30 March 2020 (Day 12) – And so it continues.
We had a small amount of excitement yesterday when friends
Pat and Ralph dropped by to deliver some toilet paper they’d kindly gone out
and sourced for us. (Guess where they got it? Real Canadian Superstores – the retailer
that didn’t have any to include in our grocery delivery of the other day.)
We, of course, couldn’t go down to meet them at the
front door because of our building’s request that returning travellers in
self-isolation not go into public areas. And they weren’t supposed to come in. So
our poor put-upon neighbour, Christian, kindly agreed to go down and collect
the TP for us.
We went out on the balcony, shivered in the wintery air
and waved and shouted. “Hi, Ralph! Hi, Pat!” They were little ants down on the
driveway, but the sight of their smiling faces looking up was very welcome.
They had brought their dog, Pensy, who Pat says got quite excited when they
went towards the door. She thought she was going to get to come up in the
elevator again.
Thanks again Pat and Ralph. And Christian.
Other than that, one day blends into the next.

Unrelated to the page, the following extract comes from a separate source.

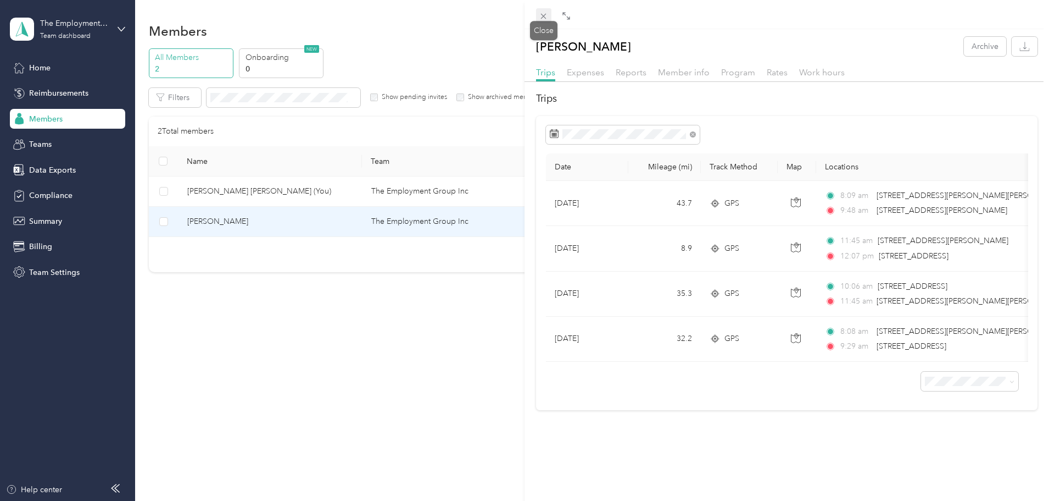  Describe the element at coordinates (665, 203) in the screenshot. I see `td: 43.7` at that location.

We keep busy. Karen has been watching video craft
lessons on her computer and doing the exercises. For a class she’s either taken
or was going to be taking here in town (probably not, now), she’s making an art
book, a small hand-made book with collaged pages.
Each page is an interpretation of the lyrics of a
different song about stars or the sky. So she’s been wandering around the
apartment singing “Would you like to swing on a star, carry moonbeams home in a
jar...or would you rather be a...mule?”
![]() |
Work in progress - would you like to swing on a star |
Why stars? They were one of Louis’s other early
obsessions, along with owls. At one point we or his parents had to sing “Twinkle,
twinkle little star” to him about 50 times a day. He still sings it to himself
sometimes
She’s also still doing her Fitbit-inspired walking religiously:
at least 250 steps every hour – 10,000 to 15,000 a day. Pretty good for a caged
lioness. The Fitbit website, though, is apparently down, which means she can’t
pore over her sleep results and other statistics the Fitbit app aggregates.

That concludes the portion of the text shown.